The truth is, I don't yet know. I've been thinking about this for a long time and still haven't made up my mind about a few aspects of this complicated situation.
There is nothing remotey complicated about the situation, you and others like you are deliberatey trying to make it complicated for reasons known only to yourselves but in my opinion are rooted in misogyny and homophobia.
Everybody on this forum is certain. Dead certain. Xx Is female and Xy Is male. There is only this. There is no gender. Usage of a sexed space must rest entirely on the makeup of your blood: your chromosomes.
Spaces and some services are delineated on the basis of SEX for obvious and prefectly reasonable reasons - safeguarding being one reason - not on gender which is a concept that has more definitions than I have had hot dinners.
I find this reductive, naive and discriminatory. It forces people to use spaces designed for their sex at birth when they might have been identifying otherwise for decades. It might terribly humiliating not to mention risky, to walk into that space and be a target for bigots or macho drunk guys. But this, you say, is the price of your kind of absolutism. (The fact that it is someone else's price to pay, and not yours, is just by the by).

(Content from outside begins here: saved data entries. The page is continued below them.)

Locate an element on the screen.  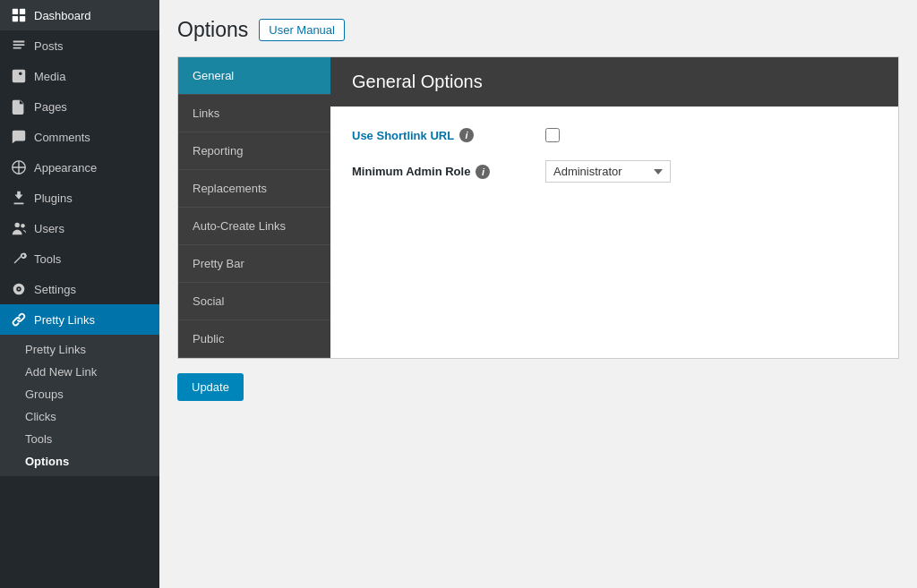
update-button: Update is located at coordinates (210, 387).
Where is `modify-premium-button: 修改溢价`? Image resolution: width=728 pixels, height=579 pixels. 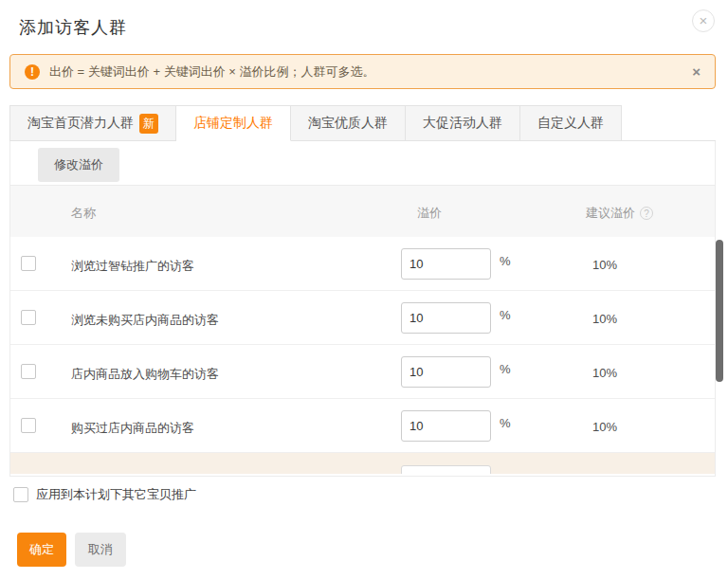
modify-premium-button: 修改溢价 is located at coordinates (79, 165).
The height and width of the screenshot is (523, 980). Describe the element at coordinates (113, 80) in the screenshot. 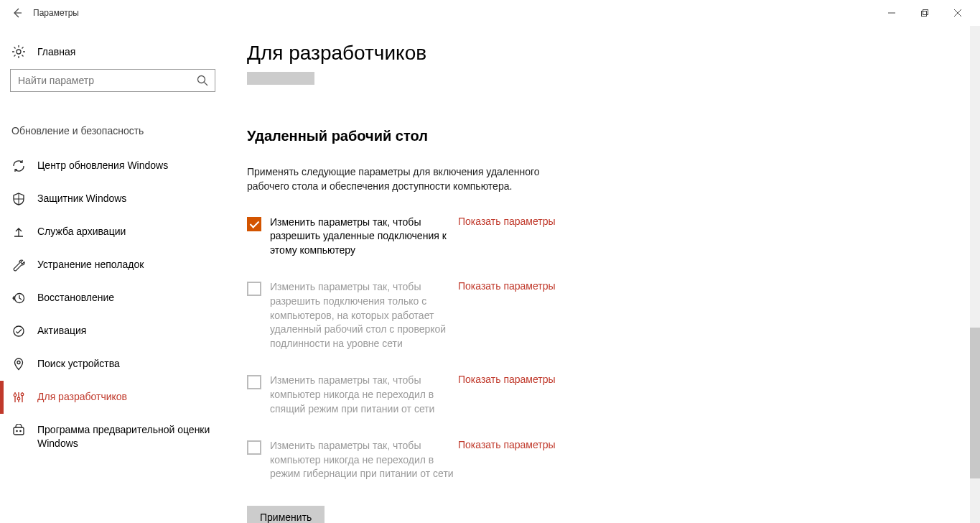

I see `search-box` at that location.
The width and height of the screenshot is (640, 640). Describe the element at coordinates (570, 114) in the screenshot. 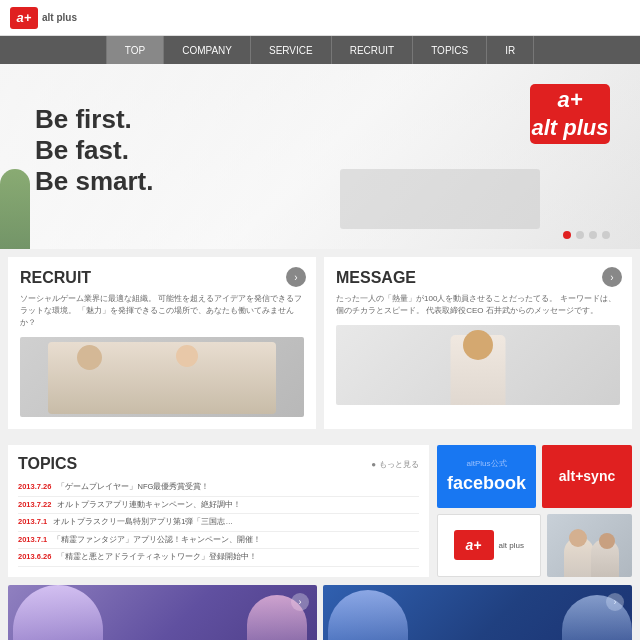

I see `hero-logo: a+ alt plus` at that location.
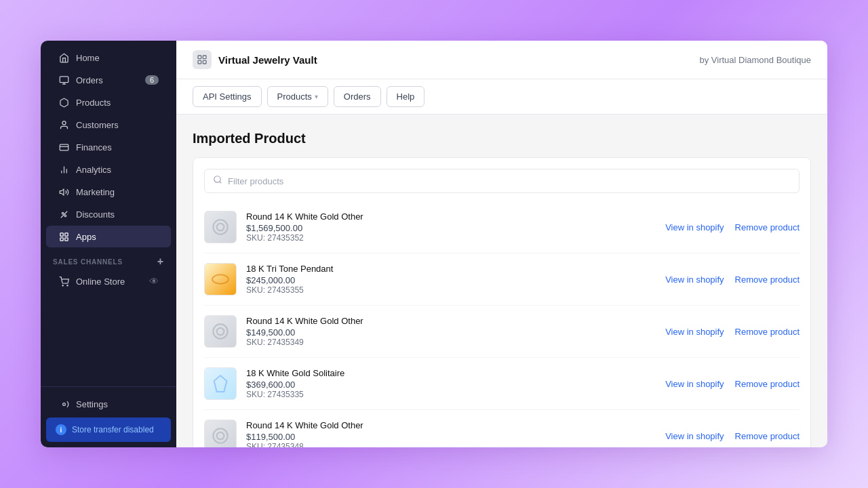 The height and width of the screenshot is (488, 868). Describe the element at coordinates (108, 259) in the screenshot. I see `sales-channels-section: SALES CHANNELS +` at that location.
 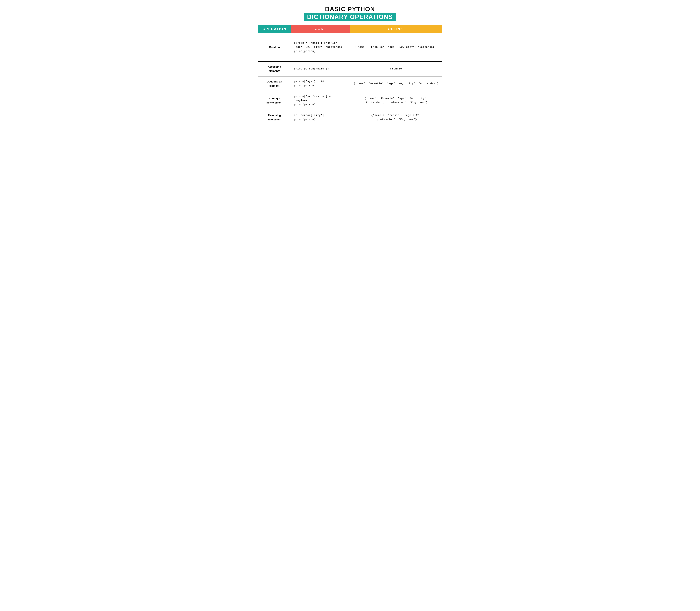 What do you see at coordinates (350, 117) in the screenshot?
I see `table-row: Removing an element del person['city'] p…` at bounding box center [350, 117].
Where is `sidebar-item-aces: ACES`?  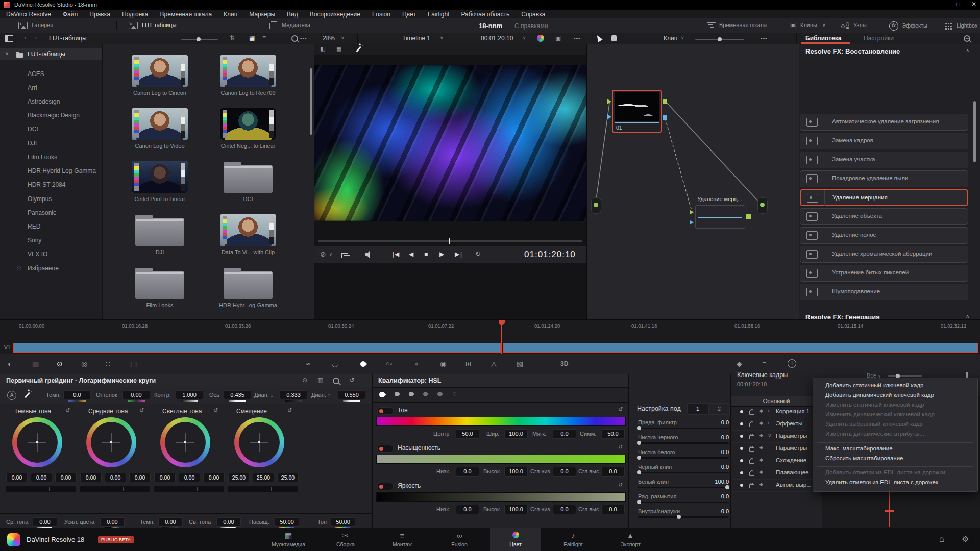 sidebar-item-aces: ACES is located at coordinates (36, 74).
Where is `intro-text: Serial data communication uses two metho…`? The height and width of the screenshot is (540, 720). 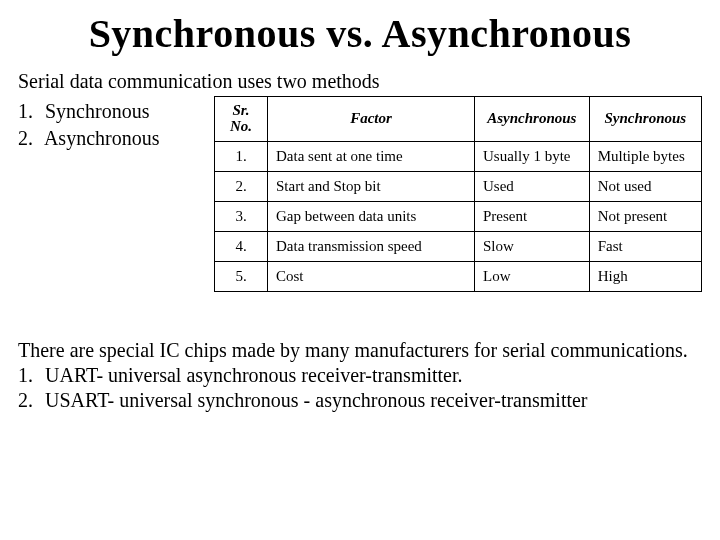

It is not in the least discriminatory, reductive or naive. Everybody is either one of the only two sexes there are in the human species. The law has been clarified that people of one sex should never have been using faciities and services for the other sex and nor should they ever have had any expectation of so doing. As said above those spaces are provided on the basis of sex not identity.
You don't think it is humilating or risky for women and girls to be expected/forced to undress in front of men or boys when they do not want to? You don't think women and girls have the right to consent whom they remove their clothes in front of or who they toilet alongside?
Women and girls have already paid a high price due to single sex spaces and services being in breach of the law.
Many transwomen already access the male single sex services and are happy to report absolutely zero problems doing so and there are absolutey NO reports anywhere (and believe me I have searched extensively) of transwomen being at any risk or being attacked using the services that correspond to their sex.
While I'm sure of all this, I'm not sure how it should work if somebody identifies as trans and feels trans but hadn't made any changes to their outward appearance or biology. Can it pave the way for a mass invasion of women's spaces? I doubt it but I am not as sure as you all seem to be about your position. You put all trans people together; I suspect there might be different rights of access and usage but I know I'm setting myself up for a virtual bloodbath here.
How? How would this work? The simplest solution is the solution that has always been the case that where spaces and services are required to be segregated on the basis of sex they are with no exceptions. Should trans people feel unable to access the spaces and services for their sex the onus is on them to campaign for alternative, additional provision.
Trans women competing with born-women in sport? Another thing I'm still trying to learn about so I can form a meaningful opinion. Not there yet. My daughter was regularly beaten by a trans girl when they were little: I didn't love it and interestingly, nor did the mother particularly. There's that. Unlike most on here, I am not an absolutist and I don't think this is simple.
Both you and the mother of the trans girl clearly weren't that bothered or you would have done something about it. What a lesson to teach your daughter that they are not entitled to fairness and their mother won't fight for it on her behalf, that your daughter must place herself second to the feelings and desires of the male sex. Fabulous.